Our Model: Investigation as Organizing
Youth Praxis Model
Youth Praxis doesn't just report on problems—we investigate to build the power to solve them.
Traditional journalism documents injustice and moves on. We document injustice to create organizing tools that force change.
Our model collapses the distance between investigation and action. Every FOIA request is chosen for strategic value. Every community survey recruits potential testifiers. Every article is designed to pressure specific decision-makers. We don't only write for readers—we also write for organizers who need evidence they can deploy.
The Pipeline
Investigate → Produce Evidence → Coordinate with Coalition → Pressure Decision-Makers → Win Commitments
1. Investigate
We use traditional investigative methods—FOIA requests, data analysis, community surveys, expert interviews—but with organizing strategy driving every choice. We don't investigate what's interesting. We investigate what proves the pattern coalition partners need proven.
2. Produce Evidence
We create undeniable proof: precise statistics, systematic patterns, official documents, community testimony. Evidence strong enough that decision-makers can't dismiss it as anecdotal, biased, or incomplete. The investigation becomes testimony, the data becomes amendment language, the article becomes a hearing document.

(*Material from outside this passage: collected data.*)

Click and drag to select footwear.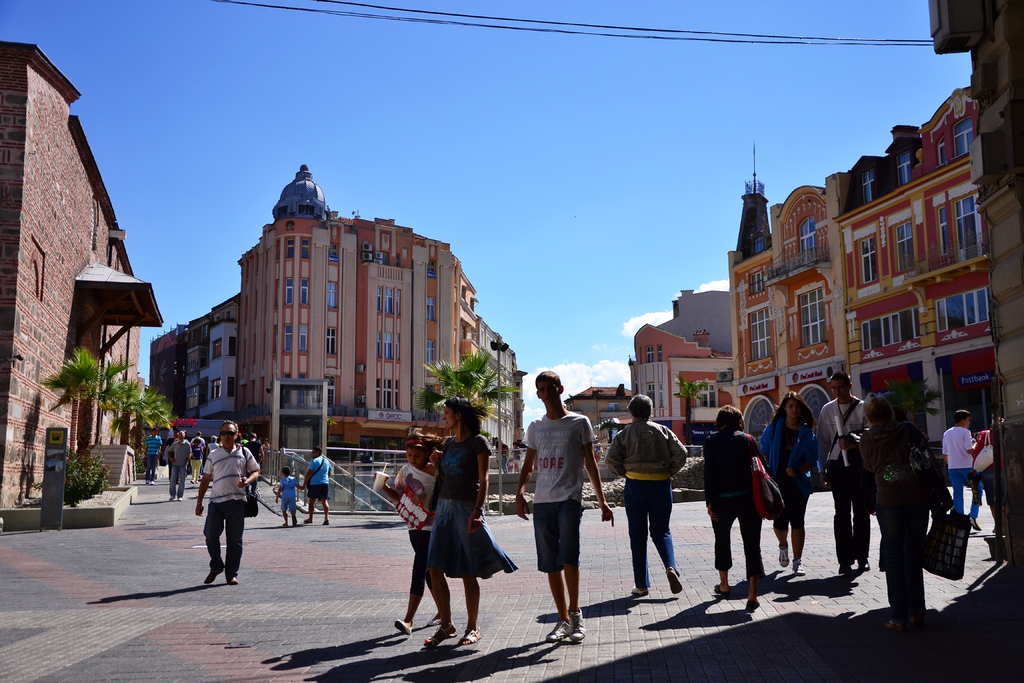
Selection: [x1=204, y1=566, x2=227, y2=582].
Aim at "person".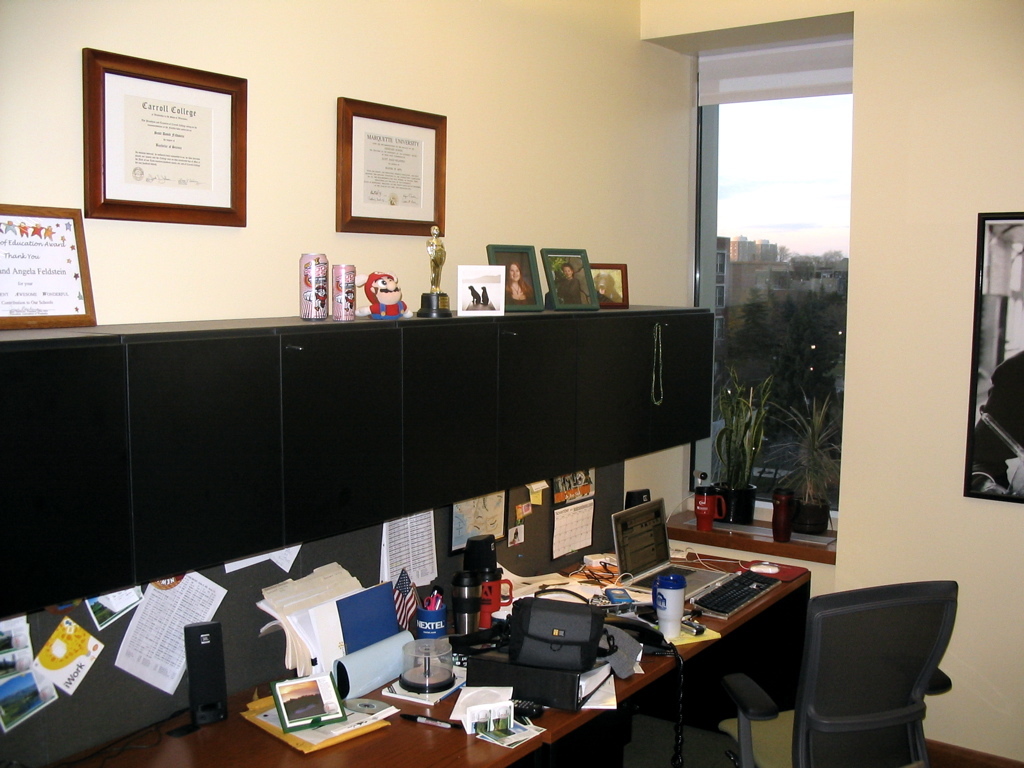
Aimed at [x1=498, y1=262, x2=531, y2=299].
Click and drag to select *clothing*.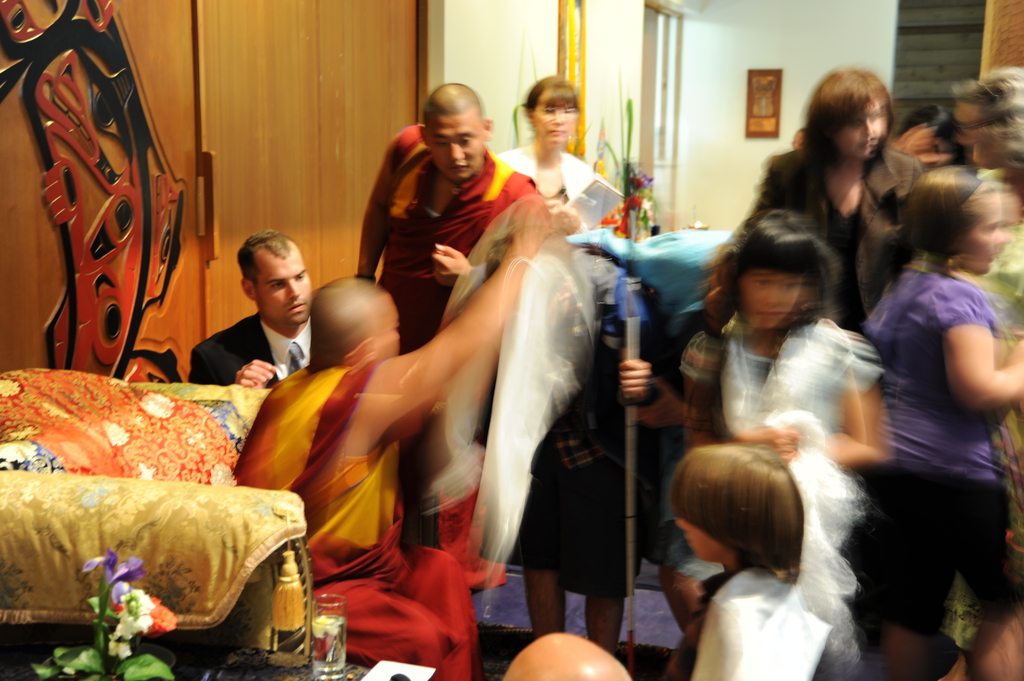
Selection: 663/561/860/680.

3. Coordinate with Coalition
We share everything. Raw data, draft findings, publication timing, strategic framing. Coalition partners help shape investigations, review evidence, and plan how to deploy it. We facilitate coordination—ensuring 20+ organizations speak with unified evidence and aligned pressure.
4. Pressure Decision-Makers
Evidence goes directly to targets: aldermen, mayors, budget committees. Through testimony (community voices citing our data), constituent meetings (coalition partners bringing our reports), media coverage (journalists amplifying our findings), and public accountability (dashboards tracking who commits, who refuses).
5. Win Commitments
We don't stop at publication. We pressure until decision-makers commit—in writing, on record, with specifics. Budget amendments introduced. Funding restored. Policies changed. And we track every promise publicly so broken commitments become electoral liabilities.
What Makes This Different
Traditional Journalism:
- Documents problems → publishes → moves to next story
- Success = clicks, awards, attention
- Relationship to power: external observer
- Relationship to community: extract stories, provide platform
Youth Praxis Investigation as Organizing:
- Documents problems → organizes community → pressures power → wins change
- Success = amendments passed, commitments won, power built
- Relationship to power: strategic antagonist with specific demands
- Relationship to community: returns tools, builds capacity, shares credit
The shift: From journalism about injustice to journalism against injustice.
Why Youth Lead
Youth aren't sources—they're investigators. They design the research, conduct the surveys, analyze the data, write the findings, and make the strategic decisions about how evidence gets deployed.
This matters because:
- Lived expertise: Youth know what questions to ask, what data matters, what patterns exist
- Authentic voice: Youth testimony is more powerful than adult reporting on youth issues
- Power-building: Skills transfer—youth become organizers who can replicate this model
- Accountability: Youth hold adults and institutions accountable, not the other way around
Youth Praxis trains organizer-journalists: people who can investigate systems, document evidence, coordinate coalitions, and win concrete victories.
The Precedents
This model isn't experimental—it's been proven across the country with concrete policy and resource victories:
MLK50 (Memphis): Healthcare Justice
MLK50's investigation into predatory debt collection practices by Methodist Le Bonheur Healthcare led to $12 million in medical debt erased for over 5,300 patients, expansion of charity care policies, and commitment to raise minimum wage to $15/hour for hospital's lowest-paid employees. Investigation directly produced economic policy change.
City Bureau (Chicago): Resident Power
City Bureau's Documenters Network trains and pays residents to monitor thousands of local government meetings, creating public accountability records. Their joint investigation with WBEZ on racial disparities in home lending forced Chase Bank to commit $600 million in new mortgage lending for Black and Latinx families, alongside city and state policy changes. Resident-led investigation produced corporate and government accountability.
Resolve Philadelphia: Community Strategy
Resolve Philly's collaborative gun violence investigations informed resource distribution, contributing to Philadelphia City Council and Mayor committing $346 million (FY22-FY23) to evidence-based anti-violence and community programs. Information equity enabled effective community action and resource allocation.
Young Invincibles (National): Youth Storytelling
Young Invincibles empowers young adults (18-34) to share lived experiences as political evidence. Their narrative-based advocacy won federal student health insurance protections, increased Pell Grant funding, and state-level grant aid expansions for low-income students. Youth voices as investigation produced policy victories.
Youth Praxis adapts this proven model specifically for youth exclusion and budget justice campaigns.